Micron: a display of weakness.

  • China’s review of Micron on “national security“ grounds is a tit-for-tat retaliation that in my opinion, shows just how weak its hand is in the game of semiconductor brinksmanship.
  • The Cyberspace Administration of China (CAC) has said it would review Micron’s imports into China in order to ensure that using its products would not compromise the security of its information infrastructure.
  • In my opinion, this has nothing to do with national security but is instead an attempt to damage US interests in China without compromising its own technological ambitions.
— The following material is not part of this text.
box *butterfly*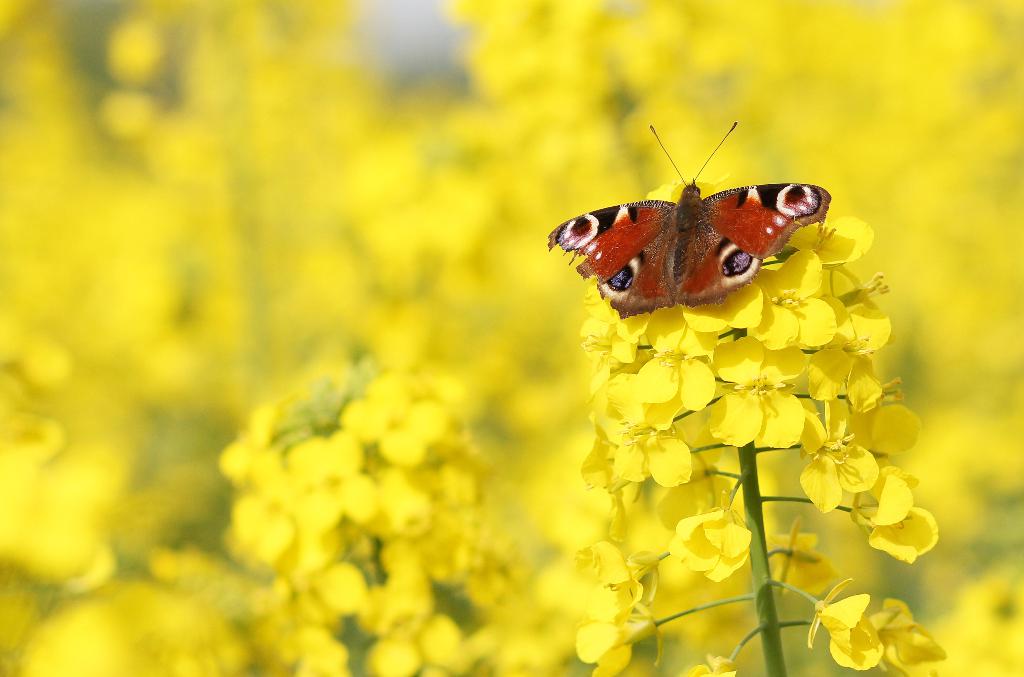
crop(545, 113, 825, 324)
  • If it was really concerned about “national security” it would be reviewing Qualcomm, Cadence, Synopsis, Intel, Mediatek, Arm and many others but a blockade on the import of products from these companies would hurt China just as much as the USA, if not more.
  • In the case of Micron, China can still buy the same products from South Korea or Japan with no ill effects on its development of technology.
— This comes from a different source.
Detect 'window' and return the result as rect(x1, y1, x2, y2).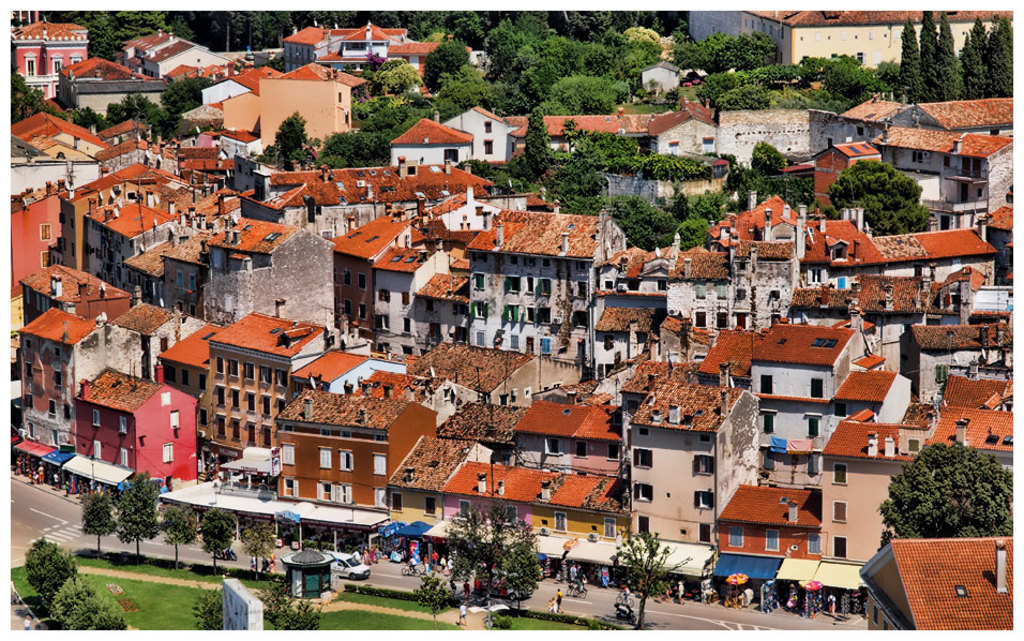
rect(804, 531, 822, 557).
  • I think that this is precisely why Micron has been targeted and I would not expect this to spread to other companies that export chips to China as it would do more harm than good.
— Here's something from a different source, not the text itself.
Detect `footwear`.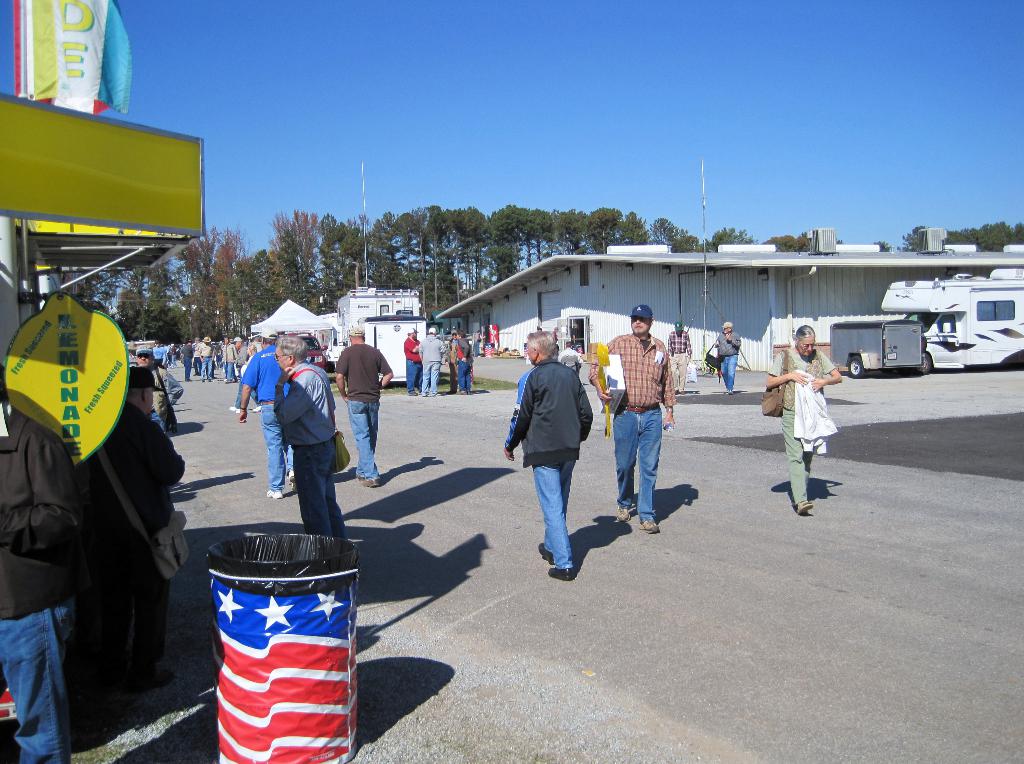
Detected at [252, 404, 261, 413].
  • It is also unlikely to give China much in the way of negotiating leverage and so I think that this will prove to be an isolated incident that is pretty irrelevant to the overall technological and ideological struggle.

RICHARD WINDSOR

Richard is founder, owner of research company, Radio Free Mobile. He has 16 years of experience working in sell side equity research. During his 11 year tenure at Nomura Securities, he focused on the equity coverage of the Global Technology sector.